New York Post

‘Coronaviru­s suspect’ now at Bellevue

- By EILEEN AJ CONNELLY With Wire Services

The first person in New York City to undergo testing for the novel coronaviru­s is being treated in Bellevue Hospital, the city’s health commission­er said Saturday.

The patient — who is under the age 40 — fell ill with a fever, cough and shortness of breath — telltale signs of the illness — after arriving alone in the city from China, Health Commission­er Dr. Oxiris Barbot said in a statement.

Testing showed the patient, whose name and gender were not disclosed, did not have the flu or a cold virus, so a test for coronaviru­s was conducted.

Results should be back from the US Centers for Disease Control and Prevention as early as Monday.

“If this is a positive case, we will confirm that publicly right away,” Mayor Bill de Blasio said Saturday night at a news conference at the hospital.

Officials were hopeful that even if the patient has the virus, the person hasn’t spread it.

“There was no one, apparently, at least based on what we know now, who would have been in that kind of close proximity” to the patient, de Blasio said.

The virus is spread only through droplets from a cough or sneeze.

The Bellevue patient is now the fourth possible case being monitored in New York state.

Eight confirmed US cases have been identified, the latest in Massachuse­tts, it was announced late Friday.

The Boston man sought treatment at a hospital shortly after returning from Wuhan, the Chinese city at the epicenter of the outbreak. He had contact with only a few other people before he went to the hospital, Massachuse­tts officials said.

Other cases in the US are in California, Washington state, Illinois and Arizona.

The death toll in China from the virus, which had not been seen before it appeared in early December, jumped to 304 people Saturday, while the number of confirmed cases worldwide soared to 14,380.

All told, 24 other countries have reported 134 cases.

Early Sunday, the World Health Organizati­on reported the first death outside of China — a 44year-old man who died in the Philippine­s but who was believed to have been infected in Wuhan.

The rapid spread and concern about the potential for human-tohuman transmissi­on outside China prompted the WHO to declare a global health emergency this past week.

The organizati­on’s data show the coronaviru­s has spread far faster than SARS, which infected about 8,100 people in eight months, killing 774, in 2003.

“Countries need to get ready . . . for a domestic outbreak control, if that happens,” said the WHO rep in Beijing, Gauden Galea.

Also on Saturday, scientists at Hong Kong University published research that projects the coronaviru­s may have infected as many as 75,815 people in Wuhan. The city of 11 million people has been on virtual lockdown for weeks to stem the spread of the disease.

Ominously, the mayor of Huanggang, a neighborin­g city to Wuhan, predicted that a “significan­t increase” in confirmed cases will be announced Sunday and Monday, according to the Global Times, an English-language news outlet published by the Chinese Communist Party’s official People’s Daily.

Between 600,000 and 700,000 people returned to Huanggang from Wuhan before the lockdown, the mayor said.

China has two hospitals under rapid constructi­on in Wuhan, and officials are making quick repairs to a hospital in Beijing originally built to handle SARS, the Global Times said.

At least two other hospitals will soon open in Fuzhou, the capital of east China’s Fujian Province, and Harbin in northeast China’s Heilongjia­ng Province.

Beijing has criticized as “mean” Washington’s order barring entry to most foreigners who visited China in the past two weeks, but Australia took a similar step Saturday. Japan and Singapore have enacted similar measures.

Also Saturday:

■ Several countries, including Britain, South Korea, Singapore and India, evacuated hundreds of citizens from Wuhan. Britain withdrew staff from its embassy and consulates in China.

■ Thousands of Hong Kong hospital workers voted to strike starting Monday in an effort to pressure the government to close all borders with China to prevent the coronaviru­s from spreading.

■ American Airlines canceled flights to Hong Kong through Monday, a spokeswoma­n said. Hong Kong flights will be reevaluate­d twice daily after that. On Friday, the airline cut off flights to mainland China through March 27 after its pilots sued to halt the service, citing the unknown health threats from the virus. Earlier, United Airlines and Delta Air Lines had suspended all flights to China.

■ Apple shut down all its official stores on the Chinese mainland through next Sunday.

■ Beijing’s local authoritie­s asked companies to have staffers work from home until Feb. 10.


### Assignment:
What you return must match the listing below character for character, minus any pictures.

### Input:
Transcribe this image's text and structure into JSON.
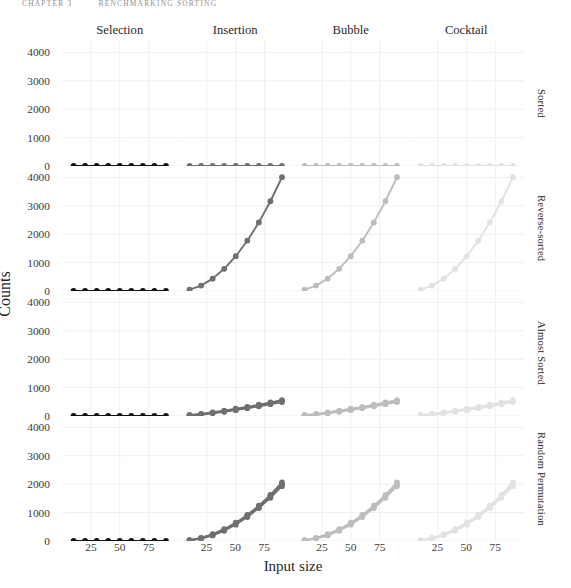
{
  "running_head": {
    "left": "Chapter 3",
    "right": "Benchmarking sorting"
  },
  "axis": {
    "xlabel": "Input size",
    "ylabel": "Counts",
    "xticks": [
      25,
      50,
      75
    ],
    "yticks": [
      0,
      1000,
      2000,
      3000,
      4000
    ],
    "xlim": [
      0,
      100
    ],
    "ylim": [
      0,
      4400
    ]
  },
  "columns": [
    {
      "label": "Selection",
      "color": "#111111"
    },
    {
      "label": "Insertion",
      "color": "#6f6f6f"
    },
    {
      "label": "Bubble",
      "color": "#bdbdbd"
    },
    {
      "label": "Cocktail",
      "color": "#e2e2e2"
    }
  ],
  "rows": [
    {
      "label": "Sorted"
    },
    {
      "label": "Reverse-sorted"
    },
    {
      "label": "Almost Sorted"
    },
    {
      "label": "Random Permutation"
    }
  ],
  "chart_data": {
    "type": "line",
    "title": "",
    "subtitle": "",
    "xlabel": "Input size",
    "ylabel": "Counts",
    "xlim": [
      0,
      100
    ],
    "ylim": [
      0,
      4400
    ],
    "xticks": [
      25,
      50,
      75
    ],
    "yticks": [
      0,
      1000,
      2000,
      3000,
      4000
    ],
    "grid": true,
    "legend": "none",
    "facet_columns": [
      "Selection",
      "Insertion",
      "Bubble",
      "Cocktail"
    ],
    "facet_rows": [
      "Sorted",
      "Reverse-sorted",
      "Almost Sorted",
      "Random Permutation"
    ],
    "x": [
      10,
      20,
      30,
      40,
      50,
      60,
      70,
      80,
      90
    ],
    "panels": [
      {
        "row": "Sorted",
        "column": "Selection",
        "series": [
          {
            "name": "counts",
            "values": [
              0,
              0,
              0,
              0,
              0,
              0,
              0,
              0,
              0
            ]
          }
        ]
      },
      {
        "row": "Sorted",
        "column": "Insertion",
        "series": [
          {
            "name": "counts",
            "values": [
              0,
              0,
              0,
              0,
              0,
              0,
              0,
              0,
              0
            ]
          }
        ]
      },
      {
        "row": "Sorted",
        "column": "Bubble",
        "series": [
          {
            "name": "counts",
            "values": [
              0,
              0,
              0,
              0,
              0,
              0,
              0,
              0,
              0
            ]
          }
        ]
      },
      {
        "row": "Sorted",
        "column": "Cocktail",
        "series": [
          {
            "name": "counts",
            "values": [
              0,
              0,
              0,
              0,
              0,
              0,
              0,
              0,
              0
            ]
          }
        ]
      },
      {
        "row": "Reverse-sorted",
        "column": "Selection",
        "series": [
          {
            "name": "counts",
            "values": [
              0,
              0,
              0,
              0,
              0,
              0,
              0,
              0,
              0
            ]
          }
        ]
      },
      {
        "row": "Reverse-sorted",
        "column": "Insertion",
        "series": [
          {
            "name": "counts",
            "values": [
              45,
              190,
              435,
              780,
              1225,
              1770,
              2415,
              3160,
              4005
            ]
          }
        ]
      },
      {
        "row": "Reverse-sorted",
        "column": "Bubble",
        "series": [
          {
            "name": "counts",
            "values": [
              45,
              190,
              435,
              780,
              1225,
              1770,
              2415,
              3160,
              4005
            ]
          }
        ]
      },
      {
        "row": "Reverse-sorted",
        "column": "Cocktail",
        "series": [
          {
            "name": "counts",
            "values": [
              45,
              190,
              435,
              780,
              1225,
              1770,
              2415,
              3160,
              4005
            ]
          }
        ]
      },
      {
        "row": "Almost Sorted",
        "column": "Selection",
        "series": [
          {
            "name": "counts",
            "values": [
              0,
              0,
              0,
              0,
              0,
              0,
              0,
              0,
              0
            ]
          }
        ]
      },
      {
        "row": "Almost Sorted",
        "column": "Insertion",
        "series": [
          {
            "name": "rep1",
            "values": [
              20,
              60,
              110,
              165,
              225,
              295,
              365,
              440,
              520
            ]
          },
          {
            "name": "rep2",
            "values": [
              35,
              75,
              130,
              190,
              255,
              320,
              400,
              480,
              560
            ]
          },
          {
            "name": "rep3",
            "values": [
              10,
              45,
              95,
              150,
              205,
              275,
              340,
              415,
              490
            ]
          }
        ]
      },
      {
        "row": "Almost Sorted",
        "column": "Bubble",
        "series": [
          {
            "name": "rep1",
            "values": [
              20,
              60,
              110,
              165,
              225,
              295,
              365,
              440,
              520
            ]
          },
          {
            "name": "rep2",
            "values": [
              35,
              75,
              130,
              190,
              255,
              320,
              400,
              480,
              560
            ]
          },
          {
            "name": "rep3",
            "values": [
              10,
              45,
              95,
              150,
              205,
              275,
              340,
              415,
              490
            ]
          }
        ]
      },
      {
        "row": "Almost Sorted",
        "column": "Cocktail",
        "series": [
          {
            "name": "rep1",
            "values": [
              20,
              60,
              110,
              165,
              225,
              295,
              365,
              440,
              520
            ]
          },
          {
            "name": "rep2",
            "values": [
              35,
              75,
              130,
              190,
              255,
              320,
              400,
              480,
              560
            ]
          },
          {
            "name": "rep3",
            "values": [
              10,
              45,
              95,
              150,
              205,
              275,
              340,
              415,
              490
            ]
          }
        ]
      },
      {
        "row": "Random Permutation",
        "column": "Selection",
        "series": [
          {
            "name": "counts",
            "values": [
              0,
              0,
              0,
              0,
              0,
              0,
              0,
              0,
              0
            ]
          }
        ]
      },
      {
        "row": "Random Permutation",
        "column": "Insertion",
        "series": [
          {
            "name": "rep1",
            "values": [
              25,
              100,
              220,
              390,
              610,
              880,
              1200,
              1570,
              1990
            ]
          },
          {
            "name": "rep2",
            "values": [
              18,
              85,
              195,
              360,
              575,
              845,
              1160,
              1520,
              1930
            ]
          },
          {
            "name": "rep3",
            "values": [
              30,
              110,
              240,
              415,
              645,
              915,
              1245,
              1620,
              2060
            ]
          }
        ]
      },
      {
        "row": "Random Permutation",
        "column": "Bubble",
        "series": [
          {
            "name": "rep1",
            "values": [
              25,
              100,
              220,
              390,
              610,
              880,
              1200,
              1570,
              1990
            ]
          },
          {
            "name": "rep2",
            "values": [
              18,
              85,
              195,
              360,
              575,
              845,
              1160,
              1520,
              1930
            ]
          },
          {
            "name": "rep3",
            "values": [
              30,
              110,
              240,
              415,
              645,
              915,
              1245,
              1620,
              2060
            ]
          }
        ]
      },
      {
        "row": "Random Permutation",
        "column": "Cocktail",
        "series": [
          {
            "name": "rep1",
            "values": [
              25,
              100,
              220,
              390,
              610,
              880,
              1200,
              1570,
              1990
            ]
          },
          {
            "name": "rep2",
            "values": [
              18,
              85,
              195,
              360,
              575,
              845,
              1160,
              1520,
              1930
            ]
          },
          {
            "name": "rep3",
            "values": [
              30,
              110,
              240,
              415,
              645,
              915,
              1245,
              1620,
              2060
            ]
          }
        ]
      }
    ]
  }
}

### Exercise solution:
Transcribe this image's text and structure into JSON.
{
  "running_head": {
    "left": "Chapter 3",
    "right": "Benchmarking sorting"
  },
  "axis": {
    "xlabel": "Input size",
    "ylabel": "Counts",
    "xticks": [
      25,
      50,
      75
    ],
    "yticks": [
      0,
      1000,
      2000,
      3000,
      4000
    ],
    "xlim": [
      0,
      100
    ],
    "ylim": [
      0,
      4400
    ]
  },
  "columns": [
    {
      "label": "Selection",
      "color": "#111111"
    },
    {
      "label": "Insertion",
      "color": "#6f6f6f"
    },
    {
      "label": "Bubble",
      "color": "#bdbdbd"
    },
    {
      "label": "Cocktail",
      "color": "#e2e2e2"
    }
  ],
  "rows": [
    {
      "label": "Sorted"
    },
    {
      "label": "Reverse-sorted"
    },
    {
      "label": "Almost Sorted"
    },
    {
      "label": "Random Permutation"
    }
  ],
  "chart_data": {
    "type": "line",
    "title": "",
    "subtitle": "",
    "xlabel": "Input size",
    "ylabel": "Counts",
    "xlim": [
      0,
      100
    ],
    "ylim": [
      0,
      4400
    ],
    "xticks": [
      25,
      50,
      75
    ],
    "yticks": [
      0,
      1000,
      2000,
      3000,
      4000
    ],
    "grid": true,
    "legend": "none",
    "facet_columns": [
      "Selection",
      "Insertion",
      "Bubble",
      "Cocktail"
    ],
    "facet_rows": [
      "Sorted",
      "Reverse-sorted",
      "Almost Sorted",
      "Random Permutation"
    ],
    "x": [
      10,
      20,
      30,
      40,
      50,
      60,
      70,
      80,
      90
    ],
    "panels": [
      {
        "row": "Sorted",
        "column": "Selection",
        "series": [
          {
            "name": "counts",
            "values": [
              0,
              0,
              0,
              0,
              0,
              0,
              0,
              0,
              0
            ]
          }
        ]
      },
      {
        "row": "Sorted",
        "column": "Insertion",
        "series": [
          {
            "name": "counts",
            "values": [
              0,
              0,
              0,
              0,
              0,
              0,
              0,
              0,
              0
            ]
          }
        ]
      },
      {
        "row": "Sorted",
        "column": "Bubble",
        "series": [
          {
            "name": "counts",
            "values": [
              0,
              0,
              0,
              0,
              0,
              0,
              0,
              0,
              0
            ]
          }
        ]
      },
      {
        "row": "Sorted",
        "column": "Cocktail",
        "series": [
          {
            "name": "counts",
            "values": [
              0,
              0,
              0,
              0,
              0,
              0,
              0,
              0,
              0
            ]
          }
        ]
      },
      {
        "row": "Reverse-sorted",
        "column": "Selection",
        "series": [
          {
            "name": "counts",
            "values": [
              0,
              0,
              0,
              0,
              0,
              0,
              0,
              0,
              0
            ]
          }
        ]
      },
      {
        "row": "Reverse-sorted",
        "column": "Insertion",
        "series": [
          {
            "name": "counts",
            "values": [
              45,
              190,
              435,
              780,
              1225,
              1770,
              2415,
              3160,
              4005
            ]
          }
        ]
      },
      {
        "row": "Reverse-sorted",
        "column": "Bubble",
        "series": [
          {
            "name": "counts",
            "values": [
              45,
              190,
              435,
              780,
              1225,
              1770,
              2415,
              3160,
              4005
            ]
          }
        ]
      },
      {
        "row": "Reverse-sorted",
        "column": "Cocktail",
        "series": [
          {
            "name": "counts",
            "values": [
              45,
              190,
              435,
              780,
              1225,
              1770,
              2415,
              3160,
              4005
            ]
          }
        ]
      },
      {
        "row": "Almost Sorted",
        "column": "Selection",
        "series": [
          {
            "name": "counts",
            "values": [
              0,
              0,
              0,
              0,
              0,
              0,
              0,
              0,
              0
            ]
          }
        ]
      },
      {
        "row": "Almost Sorted",
        "column": "Insertion",
        "series": [
          {
            "name": "rep1",
            "values": [
              20,
              60,
              110,
              165,
              225,
              295,
              365,
              440,
              520
            ]
          },
          {
            "name": "rep2",
            "values": [
              35,
              75,
              130,
              190,
              255,
              320,
              400,
              480,
              560
            ]
          },
          {
            "name": "rep3",
            "values": [
              10,
              45,
              95,
              150,
              205,
              275,
              340,
              415,
              490
            ]
          }
        ]
      },
      {
        "row": "Almost Sorted",
        "column": "Bubble",
        "series": [
          {
            "name": "rep1",
            "values": [
              20,
              60,
              110,
              165,
              225,
              295,
              365,
              440,
              520
            ]
          },
          {
            "name": "rep2",
            "values": [
              35,
              75,
              130,
              190,
              255,
              320,
              400,
              480,
              560
            ]
          },
          {
            "name": "rep3",
            "values": [
              10,
              45,
              95,
              150,
              205,
              275,
              340,
              415,
              490
            ]
          }
        ]
      },
      {
        "row": "Almost Sorted",
        "column": "Cocktail",
        "series": [
          {
            "name": "rep1",
            "values": [
              20,
              60,
              110,
              165,
              225,
              295,
              365,
              440,
              520
            ]
          },
          {
            "name": "rep2",
            "values": [
              35,
              75,
              130,
              190,
              255,
              320,
              400,
              480,
              560
            ]
          },
          {
            "name": "rep3",
            "values": [
              10,
              45,
              95,
              150,
              205,
              275,
              340,
              415,
              490
            ]
          }
        ]
      },
      {
        "row": "Random Permutation",
        "column": "Selection",
        "series": [
          {
            "name": "counts",
            "values": [
              0,
              0,
              0,
              0,
              0,
              0,
              0,
              0,
              0
            ]
          }
        ]
      },
      {
        "row": "Random Permutation",
        "column": "Insertion",
        "series": [
          {
            "name": "rep1",
            "values": [
              25,
              100,
              220,
              390,
              610,
              880,
              1200,
              1570,
              1990
            ]
          },
          {
            "name": "rep2",
            "values": [
              18,
              85,
              195,
              360,
              575,
              845,
              1160,
              1520,
              1930
            ]
          },
          {
            "name": "rep3",
            "values": [
              30,
              110,
              240,
              415,
              645,
              915,
              1245,
              1620,
              2060
            ]
          }
        ]
      },
      {
        "row": "Random Permutation",
        "column": "Bubble",
        "series": [
          {
            "name": "rep1",
            "values": [
              25,
              100,
              220,
              390,
              610,
              880,
              1200,
              1570,
              1990
            ]
          },
          {
            "name": "rep2",
            "values": [
              18,
              85,
              195,
              360,
              575,
              845,
              1160,
              1520,
              1930
            ]
          },
          {
            "name": "rep3",
            "values": [
              30,
              110,
              240,
              415,
              645,
              915,
              1245,
              1620,
              2060
            ]
          }
        ]
      },
      {
        "row": "Random Permutation",
        "column": "Cocktail",
        "series": [
          {
            "name": "rep1",
            "values": [
              25,
              100,
              220,
              390,
              610,
              880,
              1200,
              1570,
              1990
            ]
          },
          {
            "name": "rep2",
            "values": [
              18,
              85,
              195,
              360,
              575,
              845,
              1160,
              1520,
              1930
            ]
          },
          {
            "name": "rep3",
            "values": [
              30,
              110,
              240,
              415,
              645,
              915,
              1245,
              1620,
              2060
            ]
          }
        ]
      }
    ]
  }
}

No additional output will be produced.